Ensuring Applicant Data Can Withstand OFCCP Scrutiny

Federal contractors or subcontractors must comply with many affirmative action obligations surroundi...



Posted by Charu Avasthy, PHR, Senior HR Consultant on January 11 2019
Charu Avasthy, PHR, Senior HR Consultant

Applicant Data PDF ImageFederal contractors or subcontractors must comply with many affirmative action obligations surrounding applicant management, job postings, career site statements, and outreach effort evaluations, to name just a few. This blog will guide you in putting together robust applicant data for your affirmative action plan so it will be more likely to withstand OFCCP scrutiny in an audit.

  • Date range—Applicant data is the only affirmative action plan data set that is generated based on a requisition fill date rather than the prior 12 months from the plan date. All external requisitions that were filled during the plan year should be included. Do not include requisitions with only an internal placement, cancelled requisitions, requisitions on hold, or requisitions that are still open.
  • New hires—If possible, include the requisition number in the new hire file. This helps to narrow the applicant data included to only those applicants who were considered for the hires in the plan.
  • Generating applicant data—Pull in as many data points as possible if you are using an Applicant Tracking System. If you track manually, then include all data points in your spreadsheet. Collecting more information up front saves time as it is easier to filter data out than pull it again. Include the following if applicable to your organization:
    • Applicant ID (if available) and employee ID (if hired)
    • Name, race, gender, disability, and Veteran status
    • Application date, offer date, and hire date
    • Requisition number (helps in determining applicant pools)
    • Job title or job code
    • Location code (if multi-establishment company)
    • Selection stage step (prescreening, interview, offer)
    • Selection stage status (1st interview, withdrawn, rejected, rescinded)
    • Rejection/disposition reason (not able/willing to travel, no work authorization, lacks preferred education)
    • Submission source (name of website, agency, employee that referred the candidate)
    • Recruiter/hiring manager name
  • Temporary to regular conversions data points—If you are an employer who sometimes fills positions doing temporary to permanent conversions, we recommend setting up a requisition system with the temp agency and periodically collect the data points mentioned in the previous bullet from them. Affirmative action obligations surrounding applicant management and job postings are not suspended for employee conversions from temporary to regular. Instead of retroactively seeking data from the temp agency to include in your applicant log, consider proactively collecting the necessary data.  
  • Data management techniques—Ensure you have documentation of all data management techniques used to manage your applicant pools, for all requisitions.
  • Quality checks—Always have your new hire data handy. Verify each new hire has a corresponding applicant pool. Remove data associated with requisitions that do not have a corresponding new hire record. Investigate any areas of 1:1s—where one applicant applied for the job, and the applicant was hired—in those cases, see if any additional applicant data is available. Verify that self-ID information (race, gender, disability, and Veteran) between new hire and applicant record for the same individual match. Check to see if you have applicants with application dates beyond the hire date noted on the requisition. This might indicate evergreen or open requisitions were not closed in a timely manner. Run a check on the use of disposition codes. If you find the majority of applicants are coded to one disposition code, or if everyone who was not hired is “not best qualified,” consider revisiting the codes available and training recruiters on the codes available.

Once these kinks have been addressed, your data is ready for further analysis. This will also put you in a good starting place in case of an OFCCP audit. Berkshire’s consultants can work with you on applicant data to ensure the correct records are included. We can also assist you with other affirmative action compliance services. Please contact us at bai@berkshireassociates.com or 800.882.8904. 

 

Charu Avasthy, PHR, Senior HR Consultant
Charu Avasthy, PHR, Senior HR Consultant
Charu Avasthy is a leading Senior Human Resource Consultant for Berkshire. With over ten years in the compliance industry, Charu is a subject matter expert in compliance regulations and she provides customized solutions to a national base of clients across a broad span of industries.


* _ACTION ITEM_
Please retype all of the entries that follow, leaving the images out.
= = =
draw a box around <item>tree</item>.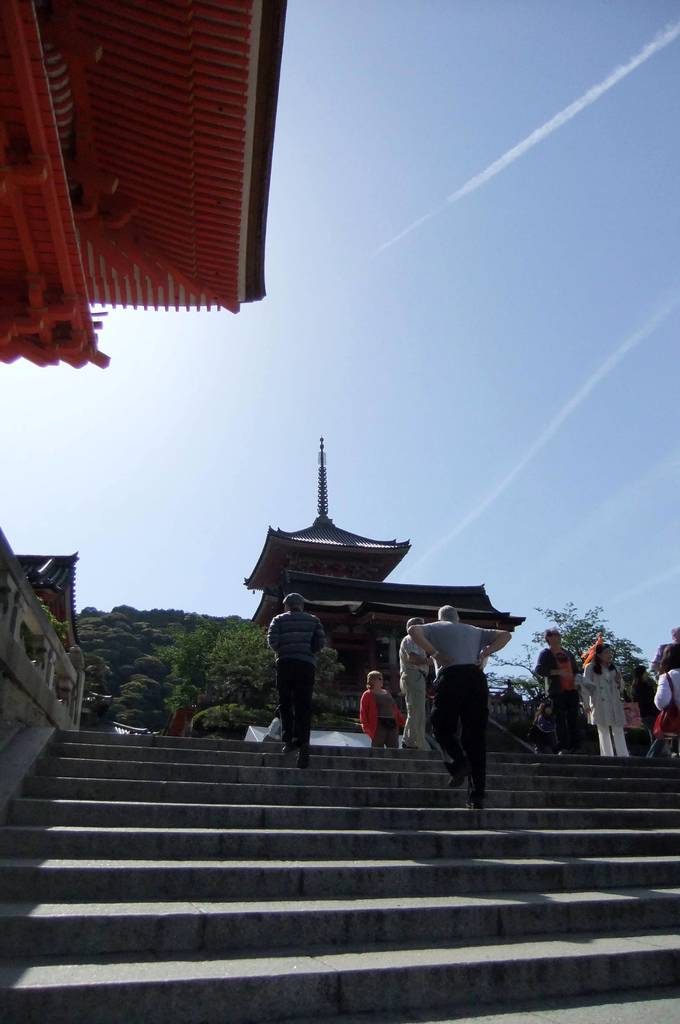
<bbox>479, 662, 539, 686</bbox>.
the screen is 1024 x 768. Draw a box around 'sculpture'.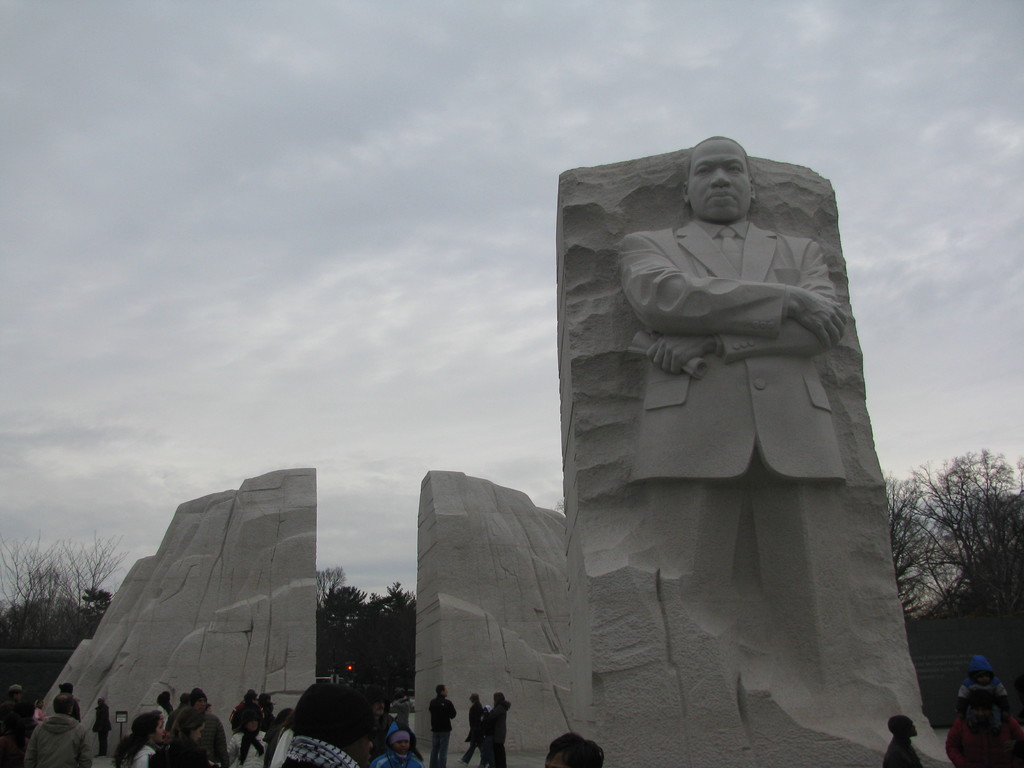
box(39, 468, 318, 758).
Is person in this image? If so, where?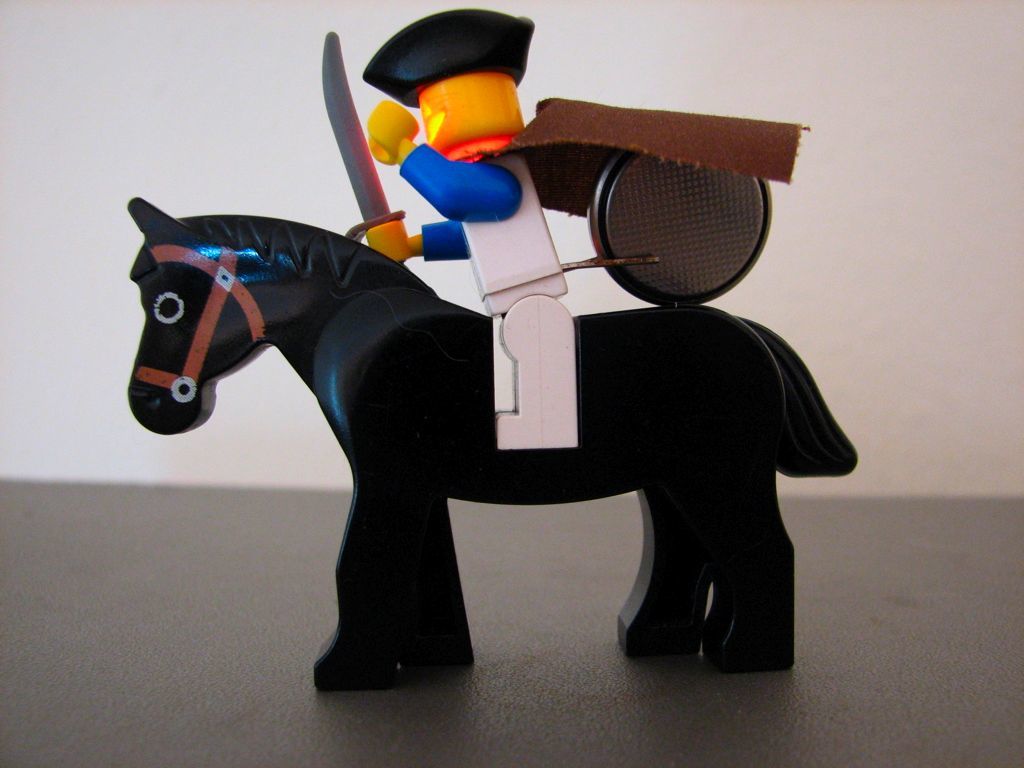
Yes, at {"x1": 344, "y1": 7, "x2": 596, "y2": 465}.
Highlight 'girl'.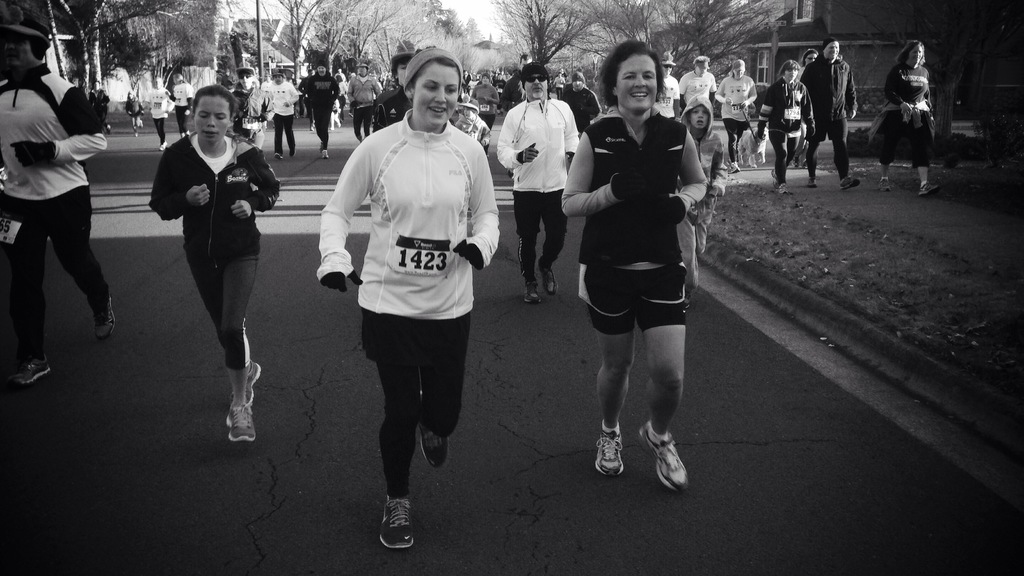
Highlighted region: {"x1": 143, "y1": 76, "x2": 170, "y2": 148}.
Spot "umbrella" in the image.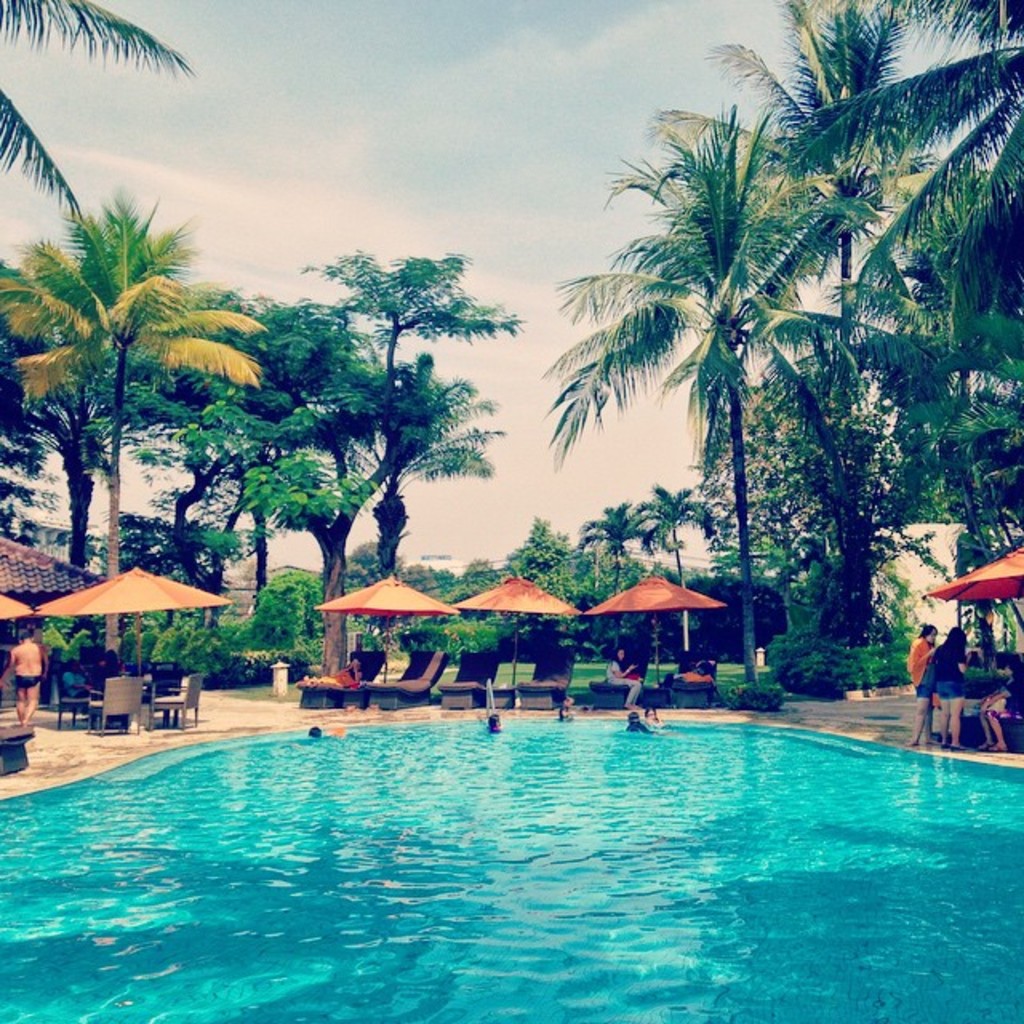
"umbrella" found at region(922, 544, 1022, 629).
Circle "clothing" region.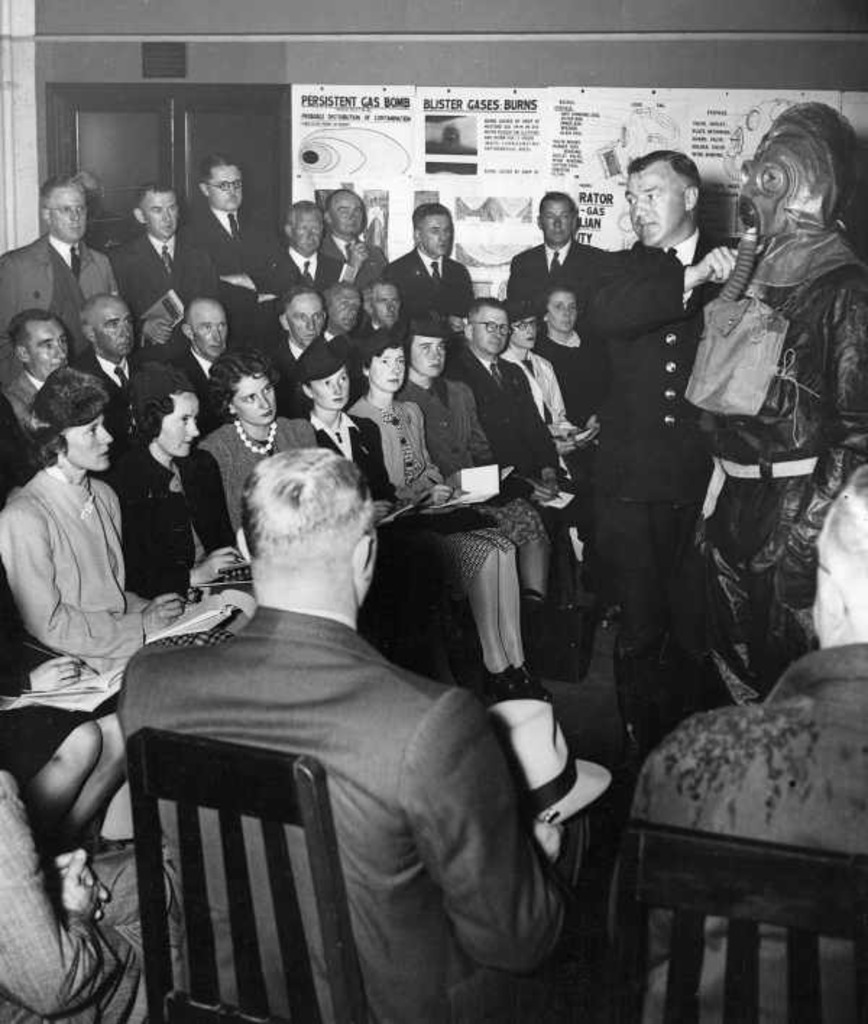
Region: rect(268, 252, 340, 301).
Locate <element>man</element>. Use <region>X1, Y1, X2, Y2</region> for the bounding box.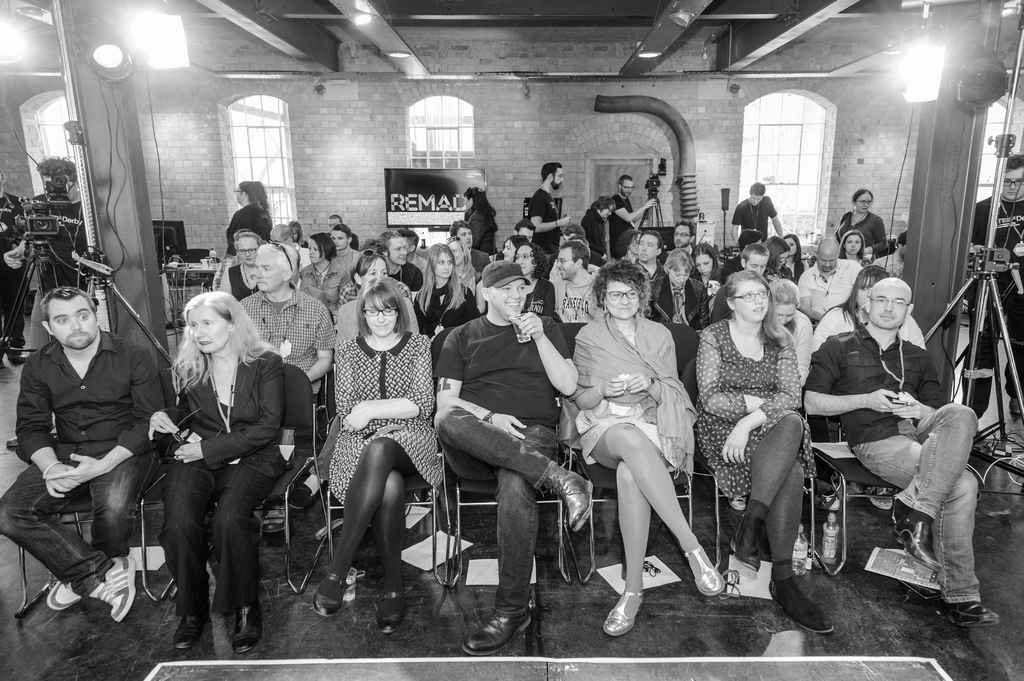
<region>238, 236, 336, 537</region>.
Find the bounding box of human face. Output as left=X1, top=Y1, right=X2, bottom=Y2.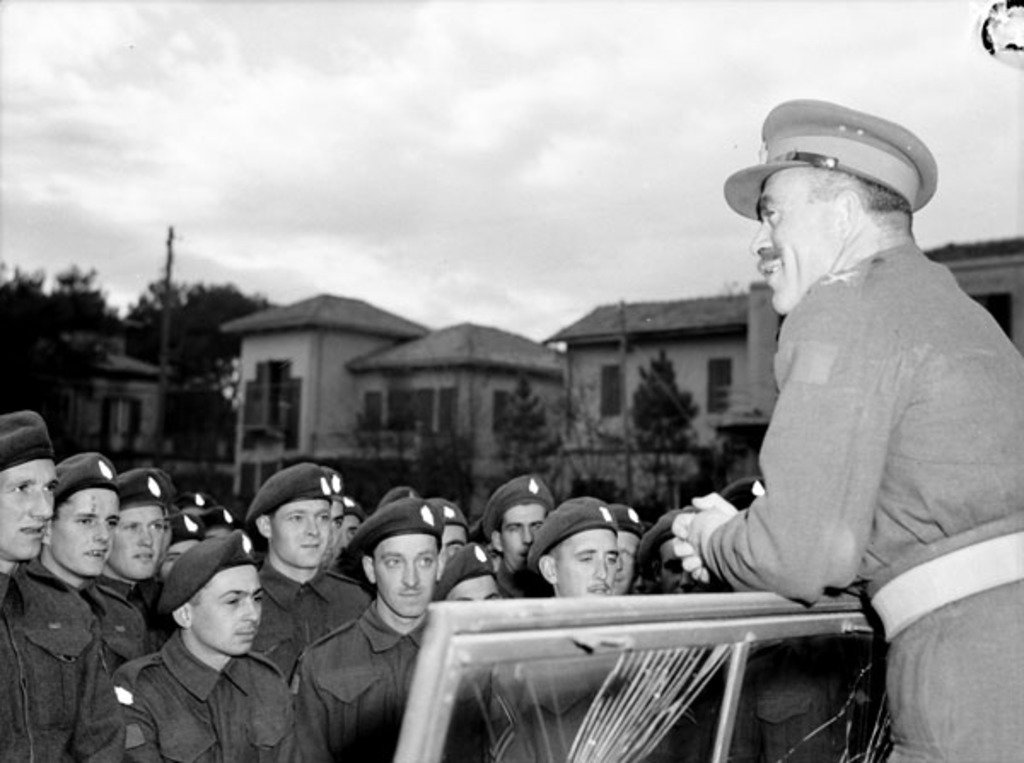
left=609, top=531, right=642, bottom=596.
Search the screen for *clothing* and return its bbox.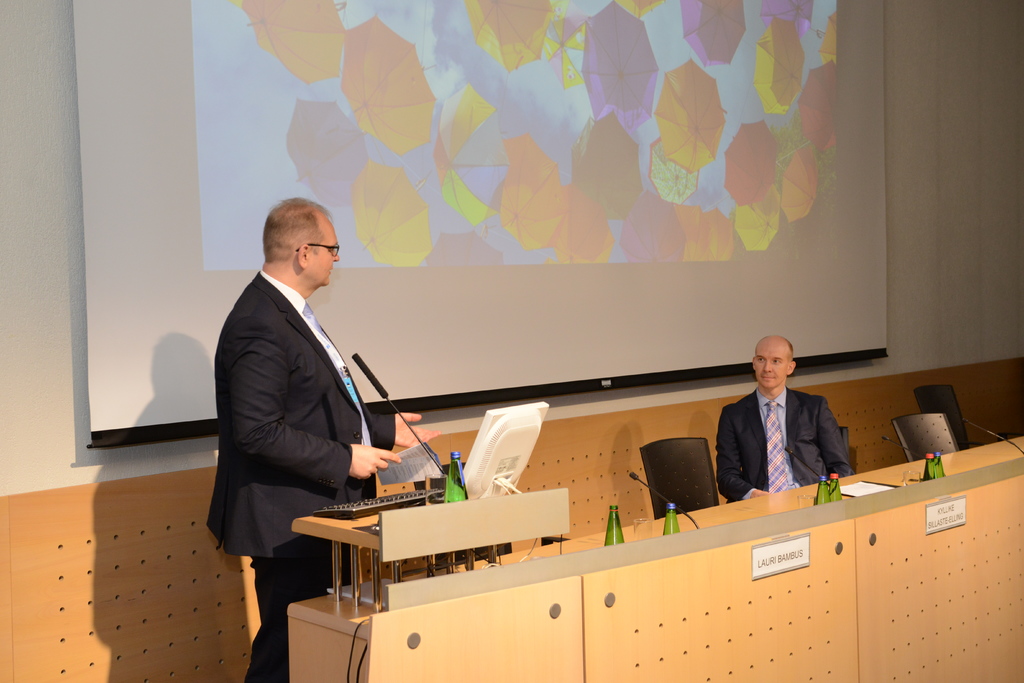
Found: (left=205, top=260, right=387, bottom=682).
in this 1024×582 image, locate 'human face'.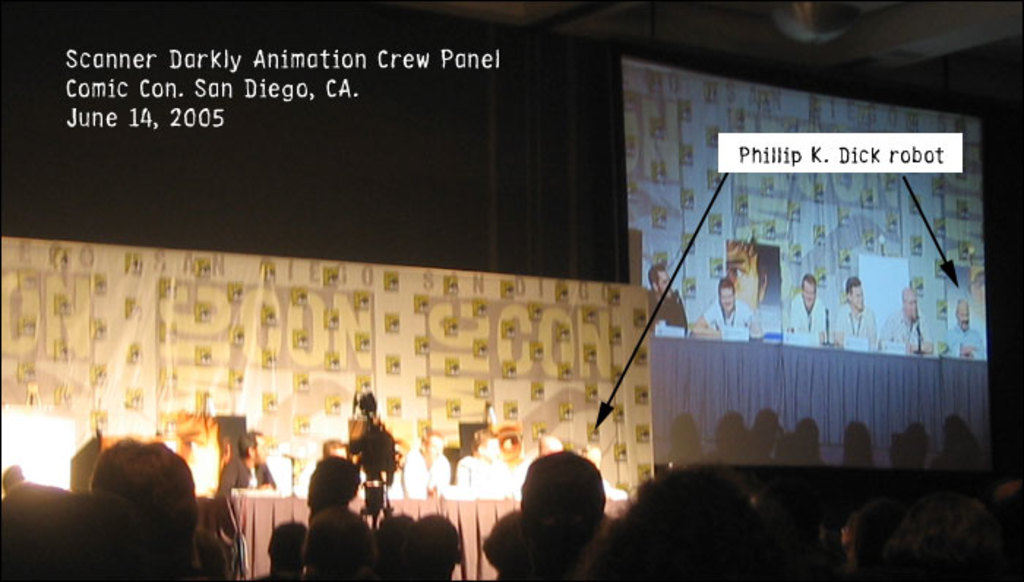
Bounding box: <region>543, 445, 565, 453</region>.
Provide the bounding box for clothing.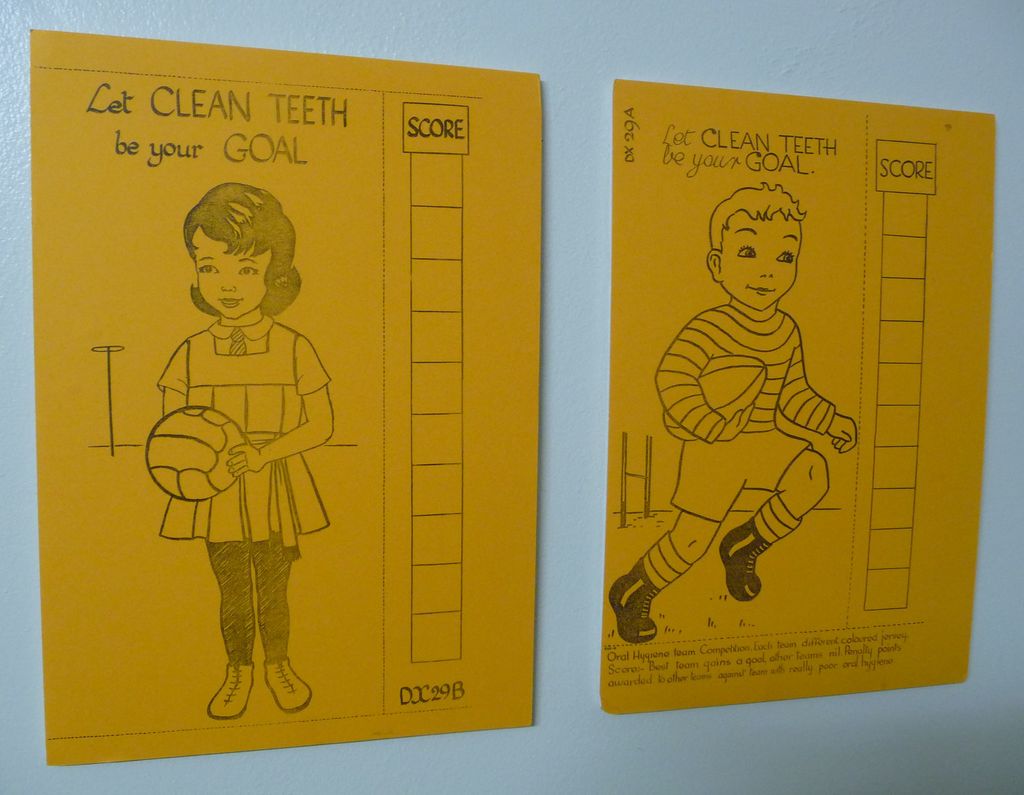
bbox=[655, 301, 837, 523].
= = =
* _WRITTEN RESPONSE_
draw a box around <item>tree</item>.
<bbox>479, 662, 539, 686</bbox>.
the screen is 1024 x 768. Draw a box around 'sculpture'.
box(39, 468, 318, 758).
Is person in this image? If so, where?
Yes, at {"x1": 344, "y1": 7, "x2": 596, "y2": 465}.
Highlight 'girl'.
Highlighted region: {"x1": 143, "y1": 76, "x2": 170, "y2": 148}.
Spot "umbrella" in the image.
"umbrella" found at region(922, 544, 1022, 629).
Circle "clothing" region.
Region: rect(268, 252, 340, 301).
Locate <element>man</element>. Use <region>X1, Y1, X2, Y2</region> for the bounding box.
<region>238, 236, 336, 537</region>.
Find the bounding box of human face. Output as left=X1, top=Y1, right=X2, bottom=Y2.
left=609, top=531, right=642, bottom=596.
Search the screen for *clothing* and return its bbox.
Found: (left=205, top=260, right=387, bottom=682).
in this 1024×582 image, locate 'human face'.
Bounding box: <region>543, 445, 565, 453</region>.
Provide the bounding box for clothing.
bbox=[655, 301, 837, 523].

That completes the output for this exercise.